Relationship between UIVIew and CALayer regarding

2019-03-09 13:09发布

Trying to understand the relationship between UIView and CALayer. I read Apple documentation but it doesn't describe in detail the relationship between the two.

  1. Why is it that when I add the background image to view "customViewController.view", I get the unwanted black color of the image.

  2. And when I add the background image to the layer "customViewController.view.layer", the black area of the image is gone (which is what I wanted), but the background image is flipped upside down. Why is that?

  3. If I were to add labels/views/buttons/etc. to the view, will the layer's background image block them because CAlayer is backed by UIView?

  4. When you set the background color of a UIView does it automatically set the background color of the associated layer?

    - (void)viewDidLoad
    {
        [super viewDidLoad];
        customViewController = [[CustomViewController alloc] init];
        customViewController.view.frame = CGRectMake(213, 300, 355, 315);
    
        customViewController.view.backgroundColor = [[UIColor alloc] initWithPatternImage:[UIImage imageNamed:@"login_background.png"]];
        //  customViewController.view.layer.backgroundColor = [[UIColor alloc] initWithPatternImage:[UIImage imageNamed:@"login_background.png"]].CGColor;
    
        [self.view addSubview:customViewController.view];
    }
    

Background image in view:

background in view

- (void)viewDidLoad
{
    [super viewDidLoad];
    customViewController = [[CustomViewController alloc] init];
    customViewController.view.frame = CGRectMake(213, 300, 355, 315);

//  customViewController.view.backgroundColor = [[UIColor alloc] initWithPatternImage:[UIImage imageNamed:@"login_background.png"]];
    customViewController.view.layer.backgroundColor = [[UIColor alloc] initWithPatternImage:[UIImage imageNamed:@"login_background.png"]].CGColor;

    [self.view addSubview:customViewController.view];
}

Background image in view.layer:

background image in layer

1条回答
冷血范
2楼-- · 2019-03-09 13:34
  1. UIView as created opaque by default. When you set the backgroundColor to a pattern with transparency it is choosing black as the background color. You can set customViewController.view.opaque = NO; to allow the background of the view behind yours to show through.

  2. When you set the backgroundColor of the layer to a pattern with transparency you are bypassing the UIView logic, so the opaqueness of the view is ignored; so also is the the UIView's transform. CoreGraphics and friends use a coordinate system where the positive y-axis points upwards. UIKit flips this coordinate system. This is why the image appears upside down.

  3. If you add labels/views/buttons/etc. the will appear correctly on top of the layer's background pattern.

  4. When you set the view's background color it appears as if the layer's background color is indeed set. (I have not seen this documented anywhere).

Essentially the UIKit's UIView stuff is a high-level interface which ends up rendered onto layers.

Hope this helps.

EDIT 5/7/2011

You can get the image to show the right way up by flipping the layer's coordinate system BUT you shouldn't do this to view.layer; UIKit doesn't expect you to mess with this layer, so if your flip its coordinate system any UIKit drawing will be flipped; you need to use a sublayer.

So your code would look like this:

- (void)viewDidLoad
{
    [super viewDidLoad];
    customViewController = [[CustomViewController alloc] init];
    customViewController.view.frame = CGRectMake(213, 300, 355, 315);

    CALayer* l = [CALayer layer];
    l.frame = customViewController.bounds;
    CGAffineTransform t = CGAffineTransformMake(1.0f, 0.0f, 0.0f, -1.0f, 0.0f, 0.0f);
    l.affineTransform = t;
    l.backgroundColor = [[UIColor alloc] initWithPatternImage:[UIImage
                             imageNamed:@"login_background.png"]].CGColor;
    [customViewController.view.layer addSublayer:l];

    [self.view addSubview:customViewController.view];
}

Note: normally when you flip coordinates you include the height. For layers you don't need to do this. I haven't dug into why this is so.

As you can see there is a lot more code involved here and there is no real advantage to doing it this way. I really recommend you stick to the UIKit approach. I only posted the code in response to your curiosity.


__Prompt__. The reply should repeat all of the data word for word, with no pictures.

__Records from a collection__.

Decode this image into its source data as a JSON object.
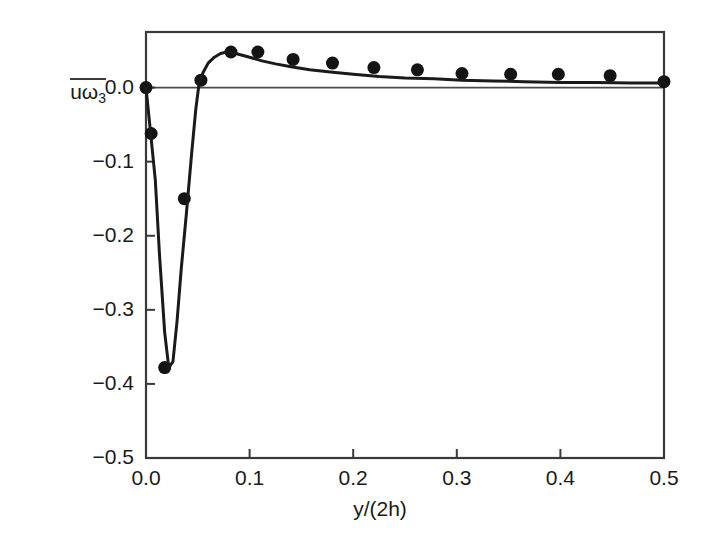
{
  "figure": {
    "background_color": "#ffffff",
    "foreground_color": "#1a1a1a",
    "line_color": "#1a1a1a",
    "marker_color": "#141414",
    "axis_color": "#3a3a3a",
    "zero_line_color": "#4a4a4a"
  },
  "chart_data": {
    "type": "scatter",
    "title": "",
    "subtitle": "",
    "xlabel": "y/(2h)",
    "ylabel": "uω3",
    "ylabel_parts": {
      "base": "uω",
      "subscript": "3",
      "overbar": true
    },
    "xlim": [
      0.0,
      0.5
    ],
    "ylim": [
      -0.5,
      0.075
    ],
    "xticks": [
      0.0,
      0.1,
      0.2,
      0.3,
      0.4,
      0.5
    ],
    "xtick_labels": [
      "0.0",
      "0.1",
      "0.2",
      "0.3",
      "0.4",
      "0.5"
    ],
    "yticks": [
      0.0,
      -0.1,
      -0.2,
      -0.3,
      -0.4,
      -0.5
    ],
    "ytick_labels": [
      "0.0",
      "-0.1",
      "-0.2",
      "-0.3",
      "-0.4",
      "-0.5"
    ],
    "grid": false,
    "legend": null,
    "legend_position": "none",
    "zero_line": {
      "value": 0.0,
      "visible": true
    },
    "series": [
      {
        "name": "DNS data",
        "kind": "scatter",
        "marker": "filled-circle",
        "marker_size": 13,
        "x": [
          0.0,
          0.005,
          0.018,
          0.037,
          0.053,
          0.082,
          0.108,
          0.142,
          0.18,
          0.22,
          0.262,
          0.305,
          0.352,
          0.398,
          0.448,
          0.5
        ],
        "y": [
          0.0,
          -0.062,
          -0.378,
          -0.15,
          0.01,
          0.048,
          0.048,
          0.038,
          0.033,
          0.027,
          0.024,
          0.019,
          0.018,
          0.018,
          0.016,
          0.008
        ]
      },
      {
        "name": "Model prediction",
        "kind": "line",
        "linewidth": 3,
        "x": [
          0.0,
          0.004,
          0.009,
          0.013,
          0.018,
          0.022,
          0.026,
          0.03,
          0.034,
          0.039,
          0.044,
          0.048,
          0.051,
          0.055,
          0.06,
          0.066,
          0.072,
          0.078,
          0.084,
          0.092,
          0.1,
          0.112,
          0.125,
          0.14,
          0.158,
          0.178,
          0.2,
          0.225,
          0.25,
          0.278,
          0.305,
          0.335,
          0.365,
          0.4,
          0.435,
          0.468,
          0.5
        ],
        "y": [
          0.0,
          -0.055,
          -0.125,
          -0.225,
          -0.33,
          -0.378,
          -0.37,
          -0.315,
          -0.245,
          -0.17,
          -0.09,
          -0.03,
          0.003,
          0.02,
          0.033,
          0.041,
          0.046,
          0.048,
          0.047,
          0.044,
          0.041,
          0.036,
          0.032,
          0.028,
          0.024,
          0.021,
          0.018,
          0.015,
          0.013,
          0.012,
          0.01,
          0.009,
          0.008,
          0.007,
          0.007,
          0.006,
          0.006
        ]
      }
    ]
  },
  "plot_box": {
    "left": 146,
    "top": 32,
    "right": 664,
    "bottom": 458
  }
}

__Answer below__.
Decode this image into its source data as a JSON object.
{
  "figure": {
    "background_color": "#ffffff",
    "foreground_color": "#1a1a1a",
    "line_color": "#1a1a1a",
    "marker_color": "#141414",
    "axis_color": "#3a3a3a",
    "zero_line_color": "#4a4a4a"
  },
  "chart_data": {
    "type": "scatter",
    "title": "",
    "subtitle": "",
    "xlabel": "y/(2h)",
    "ylabel": "uω3",
    "ylabel_parts": {
      "base": "uω",
      "subscript": "3",
      "overbar": true
    },
    "xlim": [
      0.0,
      0.5
    ],
    "ylim": [
      -0.5,
      0.075
    ],
    "xticks": [
      0.0,
      0.1,
      0.2,
      0.3,
      0.4,
      0.5
    ],
    "xtick_labels": [
      "0.0",
      "0.1",
      "0.2",
      "0.3",
      "0.4",
      "0.5"
    ],
    "yticks": [
      0.0,
      -0.1,
      -0.2,
      -0.3,
      -0.4,
      -0.5
    ],
    "ytick_labels": [
      "0.0",
      "-0.1",
      "-0.2",
      "-0.3",
      "-0.4",
      "-0.5"
    ],
    "grid": false,
    "legend": null,
    "legend_position": "none",
    "zero_line": {
      "value": 0.0,
      "visible": true
    },
    "series": [
      {
        "name": "DNS data",
        "kind": "scatter",
        "marker": "filled-circle",
        "marker_size": 13,
        "x": [
          0.0,
          0.005,
          0.018,
          0.037,
          0.053,
          0.082,
          0.108,
          0.142,
          0.18,
          0.22,
          0.262,
          0.305,
          0.352,
          0.398,
          0.448,
          0.5
        ],
        "y": [
          0.0,
          -0.062,
          -0.378,
          -0.15,
          0.01,
          0.048,
          0.048,
          0.038,
          0.033,
          0.027,
          0.024,
          0.019,
          0.018,
          0.018,
          0.016,
          0.008
        ]
      },
      {
        "name": "Model prediction",
        "kind": "line",
        "linewidth": 3,
        "x": [
          0.0,
          0.004,
          0.009,
          0.013,
          0.018,
          0.022,
          0.026,
          0.03,
          0.034,
          0.039,
          0.044,
          0.048,
          0.051,
          0.055,
          0.06,
          0.066,
          0.072,
          0.078,
          0.084,
          0.092,
          0.1,
          0.112,
          0.125,
          0.14,
          0.158,
          0.178,
          0.2,
          0.225,
          0.25,
          0.278,
          0.305,
          0.335,
          0.365,
          0.4,
          0.435,
          0.468,
          0.5
        ],
        "y": [
          0.0,
          -0.055,
          -0.125,
          -0.225,
          -0.33,
          -0.378,
          -0.37,
          -0.315,
          -0.245,
          -0.17,
          -0.09,
          -0.03,
          0.003,
          0.02,
          0.033,
          0.041,
          0.046,
          0.048,
          0.047,
          0.044,
          0.041,
          0.036,
          0.032,
          0.028,
          0.024,
          0.021,
          0.018,
          0.015,
          0.013,
          0.012,
          0.01,
          0.009,
          0.008,
          0.007,
          0.007,
          0.006,
          0.006
        ]
      }
    ]
  },
  "plot_box": {
    "left": 146,
    "top": 32,
    "right": 664,
    "bottom": 458
  }
}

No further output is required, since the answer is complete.